Editorial by Marta Iwanek
I ended up covering the Ukrainian revolution by chance.
I had arrived in the country two weeks earlier to work on a film and decided to stay an extra week in the capital. I started to photograph the pro-European integration protests in Independence Square. Being raised in a Ukrainian-Canadian household, I was taught to be proud of my roots, and when I saw that the country that I loved was at a turning point, I decided I needed to stay.
On December 1, hundreds of thousands poured onto Kyiv’s streets after being shocked by the images of police violently dispersing peaceful pro-European Union protestors — many of them young students. Something changed in Ukraine that morning. People were no longer willing to stick to the old Soviet mentality that had plagued the country and say “It’s none of my business.” They poured onto the streets not solely because of a want for European integration, but because they wanted rule of law to mean something. No longer were they willing to live under a government that didn’t respect its people, its laws, its constitution. No longer were people willing to put up with its corruption. It became a revolution of dignity.
(Photo copyright Marta Iwanek, all rights reserved)
Barricades went up, tents were pitched and people settled in for the long haul. Before my eyes, people created a micro-city within a city. They created the country that they wanted to see within the heart of Kyiv. People worked together to keep each other safe. There were constant shifts of guards patrolling the camp and the streets off the camp. No one in the camp ever went hungry, with men and women working tirelessly in the kitchen to make intricate sandwiches and tea. “You must get your vitamins!” was a phrase I often heard. The kitchen was filled with stacks of jars and boxes of donations. After reports of activists being taken from hospitals, numerous make-shift clinics were made on the square to care for the injured. All the doctors were volunteers. All the medication was donated. I have never seen people work together so effortlessly and with such passion.
While the many media jumped on reporting about radical-fringe groups taking over, the Maidan I saw was made of a majority of people without any political affiliation who were in fact tired of any type of politics. People realized they could only rely on each other very early on. In fact, about 11 per cent of those on the Maidan belonged to any political party whatsoever. They were ordinary people, from all corners of Ukraine, ranging in many different ethnicities, out there for a better life. Many I talked to were willing to die for this cause, and unfortunately some of them had to prove that. Hundreds also disappeared throughout the months and hundreds have yet to be found.
With the President now gone and their number one demand fulfilled, the people of Ukraine were able to have a brief exhale but now face a new threat to their security as Russian troops have invaded Crimea and attempt to provoke the country. The Maidan, which became a state of mind rather than just a place throughout those cold, winter months, is far from over.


WHAT THE TASK REQUIRES: Repeat the entries that follow verbatim, without any of their pictures.

SOURCE MATERIAL:
┄┄┄┄┄┄┄┄┄┄

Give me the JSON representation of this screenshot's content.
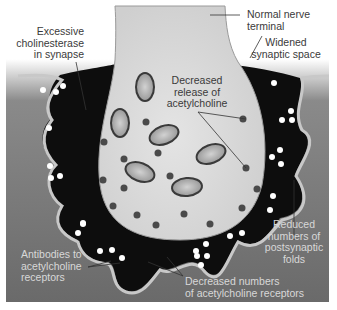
{
  "diagram": {
    "labels": {
      "normal_nerve_terminal": [
        "Normal nerve",
        "terminal"
      ],
      "excessive_cholinesterase": [
        "Excessive",
        "cholinesterase",
        "in synapse"
      ],
      "widened_synaptic_space": [
        "Widened",
        "synaptic space"
      ],
      "decreased_release": [
        "Decreased",
        "release of",
        "acetylcholine"
      ],
      "reduced_folds": [
        "Reduced",
        "numbers of",
        "postsynaptic",
        "folds"
      ],
      "antibodies": [
        "Antibodies to",
        "acetylcholine",
        "receptors"
      ],
      "decreased_receptors": [
        "Decreased numbers",
        "of acetylcholine receptors"
      ]
    },
    "colors": {
      "background": "#ffffff",
      "panel_top": "#ffffff",
      "panel_muscle": "#6e6e6e",
      "cleft": "#0c0c0c",
      "terminal_fill": "#dcdcdc",
      "terminal_edge": "#bdbdbd",
      "vesicle": "#4a4a4a",
      "mito_fill": "#a8a8a8",
      "membrane": "#c8c8c8",
      "ach_dot": "#ffffff",
      "text": "#3a3a3a"
    }
  }
}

┄┄┄┄┄┄┄┄┄┄

REPLY TO THE EXERCISE:
Give me the JSON representation of this screenshot's content.
{
  "diagram": {
    "labels": {
      "normal_nerve_terminal": [
        "Normal nerve",
        "terminal"
      ],
      "excessive_cholinesterase": [
        "Excessive",
        "cholinesterase",
        "in synapse"
      ],
      "widened_synaptic_space": [
        "Widened",
        "synaptic space"
      ],
      "decreased_release": [
        "Decreased",
        "release of",
        "acetylcholine"
      ],
      "reduced_folds": [
        "Reduced",
        "numbers of",
        "postsynaptic",
        "folds"
      ],
      "antibodies": [
        "Antibodies to",
        "acetylcholine",
        "receptors"
      ],
      "decreased_receptors": [
        "Decreased numbers",
        "of acetylcholine receptors"
      ]
    },
    "colors": {
      "background": "#ffffff",
      "panel_top": "#ffffff",
      "panel_muscle": "#6e6e6e",
      "cleft": "#0c0c0c",
      "terminal_fill": "#dcdcdc",
      "terminal_edge": "#bdbdbd",
      "vesicle": "#4a4a4a",
      "mito_fill": "#a8a8a8",
      "membrane": "#c8c8c8",
      "ach_dot": "#ffffff",
      "text": "#3a3a3a"
    }
  }
}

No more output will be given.